About Me

I'm Victoria Fabling

Welcome to my website and to the services I have to offer which include Spiritual healing and mentoring, energy healing, and the clearing of discordant energies.

I have had several careers, and the most fun and lucrative was being a graphologist. I co-founded the London Academy of Graphology when I was only 25, and I went on to study the subject of handwriting and its links with psychology for three years, thereby gaining a diploma and very interesting clients in the field of match-making. When cursive handwriting stopped being taught in schools, I also stopped analysing writing because, without the flow, many of the clues as to how someone’s brain creates and develops short-cuts are just not there.

Services

Healing Services

I offer healing sessions, usually at a distance, as I tune in to the energy fields of my clients. I ask for each client to state in one clear sentence what they would like to achieve during their session and we ask for that to be made possible, calling on the Highest Source of Pure Light and Love. I act as a conduit, and yet it is my work, so I do ask for payment as an energy exchange. The session lasts an hour spread over two days because I share any messages I receive and assist you in interpreting dreams you may like to share with me.

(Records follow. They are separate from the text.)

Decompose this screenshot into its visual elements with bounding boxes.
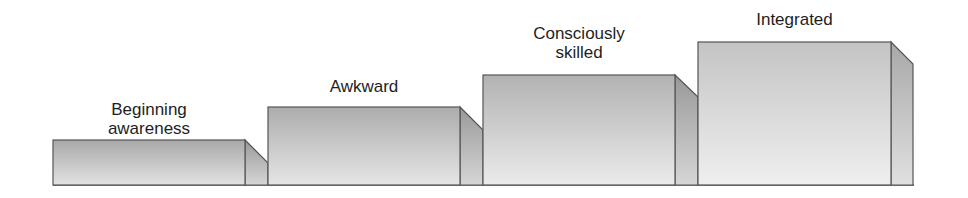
step-4-side xyxy=(891,42,913,185)
step-1 xyxy=(53,140,268,185)
step-2-label: Awkward xyxy=(268,77,460,96)
step-1-label: Beginning awareness xyxy=(53,100,245,138)
step-3-front xyxy=(483,75,675,185)
step-3 xyxy=(483,75,698,185)
step-4-front xyxy=(698,42,891,185)
step-1-side xyxy=(245,140,268,185)
step-4-label: Integrated xyxy=(698,10,891,29)
step-3-side xyxy=(675,75,698,185)
step-2 xyxy=(268,107,483,185)
step-2-side xyxy=(460,107,483,185)
step-1-front xyxy=(53,140,245,185)
step-4 xyxy=(698,42,913,185)
step-3-label: Consciously skilled xyxy=(483,24,675,62)
step-2-front xyxy=(268,107,460,185)
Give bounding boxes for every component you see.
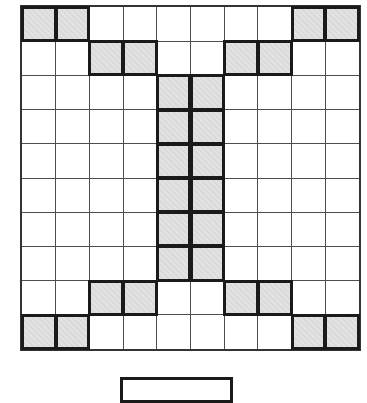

  • Spiritual Healing for people, pets and places
  • EFT (Emotional Freedom Technique)
  • Access Consciousness
  • Therapeutic or holistic massage

For each of these services, you would pay $90 CAD using the attached form.

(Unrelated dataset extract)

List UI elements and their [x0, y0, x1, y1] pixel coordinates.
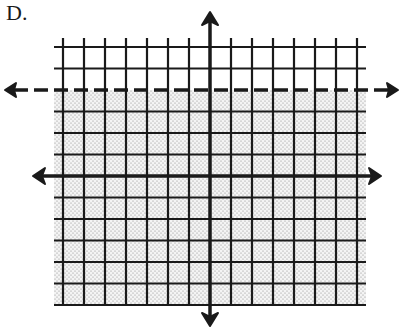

    BOOK AN APPOINTMENT NOW

    PEACEFUL MINDS WITH BUSY LIVES

    I have 30 years of experience as a Spiritual Healer. Conduct Healing sessions to get out people from drama and trauma. Click Below to get more details

    Arthur’s Reflections – Reference Memoir

    Horse Sense

    In the 1930s, The Depression-era, everyone was on a budget, and they improvised to make ends meet and then some. Cattle, goats, sheep and horses were free to graze on common land and their feed was usually supplemented with a bale of hay when they returned to their familiar barns.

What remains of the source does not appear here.